I loved you when you were utterly broken, body and spirit, she added silently. I loved you when you belonged to another girl and were never going to be mine. I loved you when you were in your grave. I loved you when you looked at me like a stranger. There's no universe where it wouldn't be true.
"Thank you," he said feelingly then, after a brief hesitation, asked, "And the rest? You don't think less of me for fearing them?"
Mary scoffed.
"I would think you a halfwit if you didn't," she said scornfully. "And I know for a fact that you are a very clever man."
Matthew laughed, hugging her close.
"Still not touched by the patriotic favour, are you?" he asked fondly, somehow feeling lighter than he had in weeks.
"Not in the slightest," admitted Mary dryly, then looked at him seriously in the darkness. "Listen to me: I don't care if you act like a hero there or not. I don't care if you get any shiny medals or bring glory to Downton and the Crawley name. I just want you to come home, whatever happens. So do what you must there to assure that. I think it's going to be horrible – but I only care that you come back to me at the end of it."
Matthew hugged her tightly again, hiding his face in the crook of her neck and inhaling the smell of her perfume, vanilla and iris.
"I promise, Mary," he whispered. "I promise I'll do everything in my power to come back to you."
Darlington Railway Station, May 1916
There was quite a crowd gathered at Darlington Station to send Matthew off – Mary, Irene, Mother, Cora, Sybil, Edith and Anthony – and Matthew was honestly not sure how he felt about it. It felt way too final to have them all here; a silent acknowledgement that it might be their last chance to see him. He thought he would have preferred to have a private goodbye with Mary and the illusion that it was just for a journey to another training camp – but maybe it was selfish of him. His family deserved a proper goodbye of their own.

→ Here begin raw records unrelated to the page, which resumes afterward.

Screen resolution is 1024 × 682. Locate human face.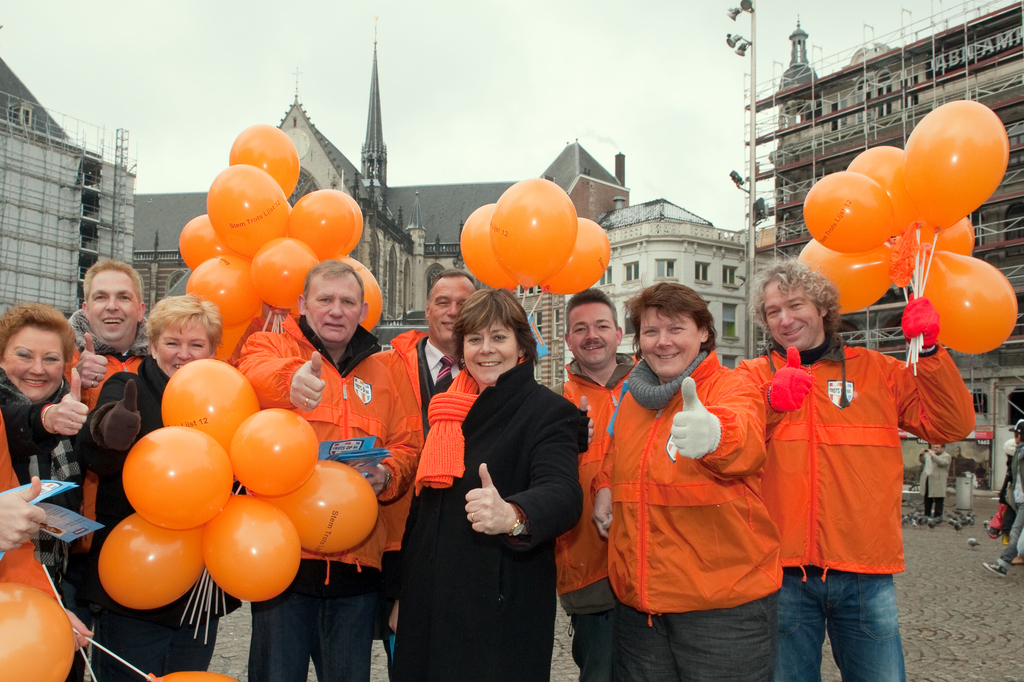
bbox=[312, 269, 356, 342].
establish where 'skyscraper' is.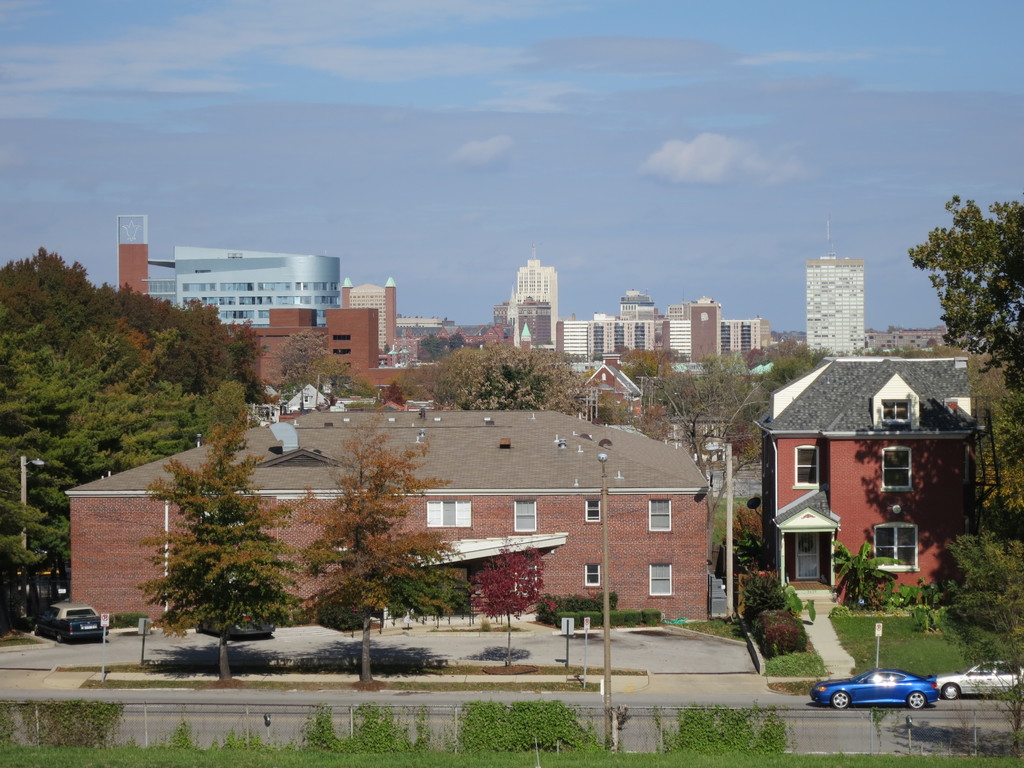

Especially if he wasn't coming back.
His throat tight, he talked and embraced briefly with each of them, slowly making his way to the ones dearest to him. Mother had tears in her eyes as she hugged him, whispering prayers and entrusting him to God's mercy, and he squeezed his eyes shut and swallowed hard to stop his own tears. He had no choice, he had to go and do his duty, but he couldn't stand the thought of leaving Mother alone. He was all she had, had been for years, and he knew that as strong as she was, losing him to the war might be enough to break her.
Then it was the time to say goodbye to Irene and he feared it was enough to break him.
He took her from Mary – his bright, smiling little girl – and hugged her so tight she cried out in protest. Guilty, he loosened his arms immediately and peppered her wispy locks with kisses, wishing with all his heart that he would come back to her and see her grow up. That she would never be the sad half-orphan he saw in that ghastly dream.
And then it was Mary in front of him. Mary, so terribly brave, despite facing what he knew to be her greatest fear. Looking for all the world to see perfectly composed if one didn't look closely into her eyes, so big and dark and intense on him as if determined to ensure his survival through her sheer will alone.
"Remember what you promised," she whispered, her eyes not leaving his. "You will come back – you must."
"I will," he vowed, praying the fate was not going to make a liar out of him. "I will my darling."
He boarded the train and waved at them all with a smile – at least he thought he managed a smile – and then he was sitting, the train bringing him away from his family and closer and closer to hell.
It still felt not real to him, any of it.
AUTHOR'S NOTE: Matthew's goodbye with his family is based on my own family's lore regarding my great grandfather. He was conscripted into the army in September 1939 and while saying goodbye at the train station to his infant daughter - my grandma - he hugged her so tightly she started crying. It was the last time he had seen her. He was 27 years old and he died several weeks later.